GARDEN GATE COTTAGE 1823

HISTORIC HOUSES TRUST

PRIVATE COLLECTION
Looking closely at Joseph Lycett’s painting of 1823, a small rustic cottage can be seen huddled within scrub to the left of the homestead. This is probably the building mentioned in the Elizabeth Farm Day Book when payment of 1 pound is recorded in 1823, for ‘repairing the shingling on the back of the kitchen and at the cottage by the garden gate’. Probably a servant’s or gardener’s cottage, connected to the vast kitchen garden that stretched from Arthur Street across present day James Ruse Drive, a small yard, unusually positioned, tucked in behind Oak Street, appears in water board plans of the late 19th century.
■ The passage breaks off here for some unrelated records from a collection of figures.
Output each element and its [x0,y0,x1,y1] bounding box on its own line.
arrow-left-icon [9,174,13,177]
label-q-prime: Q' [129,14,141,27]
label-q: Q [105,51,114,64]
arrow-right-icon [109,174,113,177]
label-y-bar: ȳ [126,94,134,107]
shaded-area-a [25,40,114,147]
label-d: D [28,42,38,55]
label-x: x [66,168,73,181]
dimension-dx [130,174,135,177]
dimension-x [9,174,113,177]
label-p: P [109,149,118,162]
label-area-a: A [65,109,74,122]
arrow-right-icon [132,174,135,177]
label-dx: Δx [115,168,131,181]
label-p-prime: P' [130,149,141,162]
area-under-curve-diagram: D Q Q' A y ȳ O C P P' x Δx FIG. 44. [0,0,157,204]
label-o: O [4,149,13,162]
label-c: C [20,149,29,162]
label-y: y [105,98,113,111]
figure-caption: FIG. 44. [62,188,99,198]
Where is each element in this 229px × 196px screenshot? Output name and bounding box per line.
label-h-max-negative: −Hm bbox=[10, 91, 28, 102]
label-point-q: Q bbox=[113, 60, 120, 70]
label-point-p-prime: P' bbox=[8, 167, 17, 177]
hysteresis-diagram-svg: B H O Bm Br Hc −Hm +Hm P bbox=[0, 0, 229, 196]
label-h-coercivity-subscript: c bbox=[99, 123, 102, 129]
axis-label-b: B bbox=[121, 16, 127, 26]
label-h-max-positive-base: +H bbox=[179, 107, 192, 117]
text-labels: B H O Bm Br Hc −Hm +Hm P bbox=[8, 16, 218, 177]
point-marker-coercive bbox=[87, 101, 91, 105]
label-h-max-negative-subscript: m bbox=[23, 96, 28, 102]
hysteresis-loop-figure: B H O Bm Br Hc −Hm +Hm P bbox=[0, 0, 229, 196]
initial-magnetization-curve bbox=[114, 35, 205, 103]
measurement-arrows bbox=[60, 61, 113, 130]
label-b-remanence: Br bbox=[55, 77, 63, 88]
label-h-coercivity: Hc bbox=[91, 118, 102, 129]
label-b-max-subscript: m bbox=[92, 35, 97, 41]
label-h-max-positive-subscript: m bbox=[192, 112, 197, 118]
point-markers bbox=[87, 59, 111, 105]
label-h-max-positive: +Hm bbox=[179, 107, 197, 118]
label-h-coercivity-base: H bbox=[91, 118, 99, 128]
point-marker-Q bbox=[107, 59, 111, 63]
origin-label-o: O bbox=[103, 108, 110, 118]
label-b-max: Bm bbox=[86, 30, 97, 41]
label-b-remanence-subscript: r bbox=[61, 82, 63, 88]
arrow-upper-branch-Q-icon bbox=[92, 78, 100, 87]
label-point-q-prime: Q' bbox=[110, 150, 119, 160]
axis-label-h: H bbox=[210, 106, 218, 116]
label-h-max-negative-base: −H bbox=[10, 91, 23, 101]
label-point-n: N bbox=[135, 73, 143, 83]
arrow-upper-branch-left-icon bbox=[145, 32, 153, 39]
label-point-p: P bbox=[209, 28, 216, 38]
In 1865 the Macarthur sons James and William considered if the small dwelling known as ‘White’s Cottage’, should be demolished or repaired. In the same year, a series of watercolour views of Elizabeth Farm, each viewed from the eastern verandah, show this building through trees to the north east. The series was painted by John Macarthur’s grand-daughter, shortly before her marriage, probably to record the old house and fond memories of her grandmother.
Ten years later, a coachman named Joseph Jenkins occupied this cottage under a lease from the Macarthur family. Jenkins worked as a coach driver for William Billyard, a tenant living in the main homestead in the 1870s.
This cottage (or possibly its replacement) appeared on water board maps dating from 1893 to 1915. Oral history recordings provided by the Jenkins daughters in the 1970s give details of their old house along with fascinating memories of the 19th century estate, including the old driveway running up to the farmhouse, this gatehouse, bridges and surrounding paddocks.